Talal Asad: As far as I can tell, most people have
understood that I was trying to think about religion as practice,
language, and sensibility set in social relationships rather than as
systems of meaning. In that book and much of my subsequent work I have
tried to think through small pieces of Christian and Islamic history to
enlarge my own understanding of what and how people live when they use
the vocabulary of “religion.” I certainly did not want to claim that as a
historical construct “religion” was a reference to an absence, a mere
ideology expressing dominant power. It was precisely because I was
dissatisfied with the classical Marxist notion of ideology that I turned
my attention to religion. I was gradually coming to understand that the
question I needed to think about was how learning a particular language
game was articulated with a particular form of life, as Wittgenstein
would say. The business of defining religion is part of that larger
question of the infinite ways language enters life. I wanted to get away
from arguments that draw on or offer essential definitions: “Religion
is a response to a human need,” “Religion may be a comfort to people in
distress but it asserts things that aren’t true,” “Religion is
essentially about the sacred,” “Religion gives meaning to life,”
“Religion and science are compatible/incompatible,” “Religion is
responsible for great evil,” “So is science —and religion is also a
source of much good,” “No, science is not a source of evil, as religion
often is; it is technology and politics that are the problem—the social
use to which science is put.”
I argued that to define “religion”
is to circumscribe certain things (times, spaces, powers, knowledges,
beliefs, behaviors, texts, songs, images) as essential to “religion,”
and other things as accidental. This identifying work of what belongs to
a definition isn’t done as a consequence of the same experience—the
things themselves are diverse, and the way people react to them or use
them is very different. Put it this way: when they are identified by the
concept “religion,” it is because they are seen to be significantly
similar; what makes them similar is not a singular experience common to
all the things the concept brings together (sacrality, divinity,
spirituality, transcendence, etc.); what makes them similar is the
definition itself that persuades us, through what Wittgenstein called a
“captivating picture,” that there is an essence underlying them all—in
all instances of “religion.”
The things regarded as hanging
together according to one conception of religion come together very
differently in another. That’s why the translation of one “religious”
concept into another is always problematic. But Genealogies
doesn’t argue that the definition of religion is merely a matter of
linguistic representation. Religious language—like all language—is
interwoven with life itself. To define “religion” is therefore in a
sense to try and grasp an ungraspable totality. And yet I nowhere say
that these definitions are abstract propositions. I stress that
definitions of religion are embedded in dialogs, activities,
relationships, and institutions that are lovingly or casually
maintained—or betrayed or simply abandoned. They are passionately fought
over and pronounced upon by the authoritative law of the state.
Definitions
of religion are not single, completed definitive acts; they extend over
time and work themselves through practices. They are modified and
elaborated with continuous use. To the extent that defining religion is a
religious act, whether carried out by “believers” or “nonbelievers,” it
may also be an attempt at attacking or reinforcing an existing
religious tradition, at reforming it or initiating a new one.
My
problem with “universal definitions of religion,” therefore, has been
that by insisting on a universal essence they divert us from asking
questions about what the definition includes and what it excludes, how,
by whom, for what purpose; about what social/linguistic context it makes
good sense to propound a given definition and when it doesn’t.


**What is required**
Transcribe exactly the lines from the one containing "Home in on <b>human face</b>." through the end of the entries, including both the first and the last, and nothing else.

☆ ☆ ☆ ☆ ☆

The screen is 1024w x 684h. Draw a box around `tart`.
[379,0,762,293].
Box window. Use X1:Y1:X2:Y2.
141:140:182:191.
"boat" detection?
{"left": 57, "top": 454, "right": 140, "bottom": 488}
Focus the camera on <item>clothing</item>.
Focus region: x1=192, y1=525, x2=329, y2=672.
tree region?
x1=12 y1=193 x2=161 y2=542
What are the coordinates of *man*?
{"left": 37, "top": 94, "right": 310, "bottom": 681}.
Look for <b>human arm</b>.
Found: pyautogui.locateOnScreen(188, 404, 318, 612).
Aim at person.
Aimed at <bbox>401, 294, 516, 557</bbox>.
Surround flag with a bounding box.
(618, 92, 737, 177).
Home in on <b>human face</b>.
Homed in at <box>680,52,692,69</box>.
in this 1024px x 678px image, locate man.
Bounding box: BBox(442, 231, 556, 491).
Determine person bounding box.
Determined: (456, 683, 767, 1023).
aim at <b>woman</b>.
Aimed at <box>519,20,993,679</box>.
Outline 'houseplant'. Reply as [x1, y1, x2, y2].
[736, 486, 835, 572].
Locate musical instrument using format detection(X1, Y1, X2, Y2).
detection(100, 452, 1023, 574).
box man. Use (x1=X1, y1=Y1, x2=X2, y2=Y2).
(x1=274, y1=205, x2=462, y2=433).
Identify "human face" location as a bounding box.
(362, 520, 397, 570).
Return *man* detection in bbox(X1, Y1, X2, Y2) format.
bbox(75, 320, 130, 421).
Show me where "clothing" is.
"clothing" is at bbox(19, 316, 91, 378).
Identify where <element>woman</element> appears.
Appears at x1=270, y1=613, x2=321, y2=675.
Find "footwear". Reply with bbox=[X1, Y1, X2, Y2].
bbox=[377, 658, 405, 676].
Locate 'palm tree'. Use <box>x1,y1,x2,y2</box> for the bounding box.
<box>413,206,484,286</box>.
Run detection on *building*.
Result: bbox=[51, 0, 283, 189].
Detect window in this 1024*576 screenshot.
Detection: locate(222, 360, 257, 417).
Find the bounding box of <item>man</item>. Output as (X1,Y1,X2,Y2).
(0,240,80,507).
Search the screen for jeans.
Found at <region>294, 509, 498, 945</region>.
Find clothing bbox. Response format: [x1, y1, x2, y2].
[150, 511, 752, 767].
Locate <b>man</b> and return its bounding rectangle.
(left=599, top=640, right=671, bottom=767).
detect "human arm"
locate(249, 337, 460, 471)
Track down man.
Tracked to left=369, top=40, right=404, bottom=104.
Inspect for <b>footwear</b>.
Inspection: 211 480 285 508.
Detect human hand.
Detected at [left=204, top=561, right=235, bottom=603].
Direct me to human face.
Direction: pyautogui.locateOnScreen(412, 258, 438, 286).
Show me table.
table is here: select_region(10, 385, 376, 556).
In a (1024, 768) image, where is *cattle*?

☆ ☆ ☆ ☆ ☆

**Result**
Home in on <b>human face</b>.
Homed in at <box>680,52,692,69</box>.
in this 1024px x 678px image, locate man.
Bounding box: BBox(442, 231, 556, 491).
Determine person bounding box.
Determined: (456, 683, 767, 1023).
aim at <b>woman</b>.
Aimed at <box>519,20,993,679</box>.
Outline 'houseplant'. Reply as [x1, y1, x2, y2].
[736, 486, 835, 572].
Locate musical instrument using format detection(X1, Y1, X2, Y2).
detection(100, 452, 1023, 574).
box man. Use (x1=X1, y1=Y1, x2=X2, y2=Y2).
(x1=274, y1=205, x2=462, y2=433).
Identify "human face" location as a bounding box.
(362, 520, 397, 570).
Return *man* detection in bbox(X1, Y1, X2, Y2) format.
bbox(75, 320, 130, 421).
Show me where "clothing" is.
"clothing" is at bbox(19, 316, 91, 378).
Identify where <element>woman</element> appears.
Appears at x1=270, y1=613, x2=321, y2=675.
Find "footwear". Reply with bbox=[X1, Y1, X2, Y2].
bbox=[377, 658, 405, 676].
Locate 'palm tree'. Use <box>x1,y1,x2,y2</box> for the bounding box.
<box>413,206,484,286</box>.
Run detection on *building*.
Result: bbox=[51, 0, 283, 189].
Detect window in this 1024*576 screenshot.
Detection: locate(222, 360, 257, 417).
Find the bounding box of <item>man</item>. Output as (X1,Y1,X2,Y2).
(0,240,80,507).
Search the screen for jeans.
Found at <region>294, 509, 498, 945</region>.
Find clothing bbox. Response format: [x1, y1, x2, y2].
[150, 511, 752, 767].
Locate <b>man</b> and return its bounding rectangle.
(left=599, top=640, right=671, bottom=767).
detect "human arm"
locate(249, 337, 460, 471)
Track down man.
Tracked to left=369, top=40, right=404, bottom=104.
Inspect for <b>footwear</b>.
Inspection: 211 480 285 508.
Detect human hand.
Detected at [left=204, top=561, right=235, bottom=603].
Direct me to human face.
Direction: pyautogui.locateOnScreen(412, 258, 438, 286).
Show me table.
table is here: select_region(10, 385, 376, 556).
In a (1024, 768) image, where is *cattle*?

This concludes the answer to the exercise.